Monday, September 5, 2011

Monday Morning Solar Update and current LASCO C2 - Sep 5, 2011 at 10:40 AM CDT


http://www.solen.info/solar/

At midnight UTC the visible solar disk had 8 spotted regions (in 2K resolution SDO images).

Region 11277 decayed slowly and quietly.
Region 11279 decayed slowly and could soon become spotless.
[Region 11280 displayed very impressive growth and became a DKC region before rotating out of view. A major flare is possible for the next 1-2 days while the region is just behind the northwest limb.

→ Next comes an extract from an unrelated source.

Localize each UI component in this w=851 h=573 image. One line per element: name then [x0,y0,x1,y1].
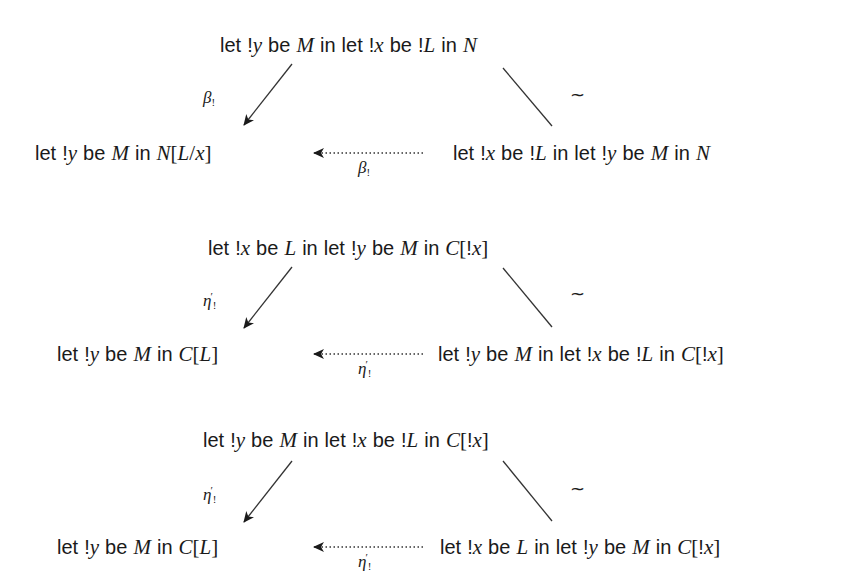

Flares: C8.3 at 01:07, C9.0 at 04:53, estimated M1 at 05:47 (GOES xray data dropped out for about 40 minutes and the flare was recorded by SWPC as C4 with a peak at 06:15 when data returned. This was well into the decay phase of the flare. Comparison with other data sources (EVE, Wave) points to a magnitude just above M1), M3.2 at 11:45, C5.8 at 15:34 UTC]
Region 11281 decayed further and was quiet.
Region 11282 decayed slowly and quietly.
Region 11283 developed with a new penumbra forming to the north of the largest penumbra. The new penumbra has a magnetic delta structure. C flares and a minor M class flare is possible.
Region 11287 was quiet and stable.

Spotted regions not numbered by NOAA/SWPC:
[S1195] emerged in the northeast quadrant on September 3 and developed slowly on September 4. Location at midnight: N18E52
[S1196] emerged in the southeast quadrant on September 4. Location at midnight: S18E34
[S1197] emerged in the northwest quadrant on September 4. Location at midnight: N35W55




Solar X-Rays: Multiple C-Class and low level M-Class flares continue to be detected around departing Sunspot 1286. The Solar X-Rays should decrease somewhat once this bright limb region continues to rotate further out of direct earth view. None of the Coronal Mass Ejections (CMEs) will be earth directed because of the location.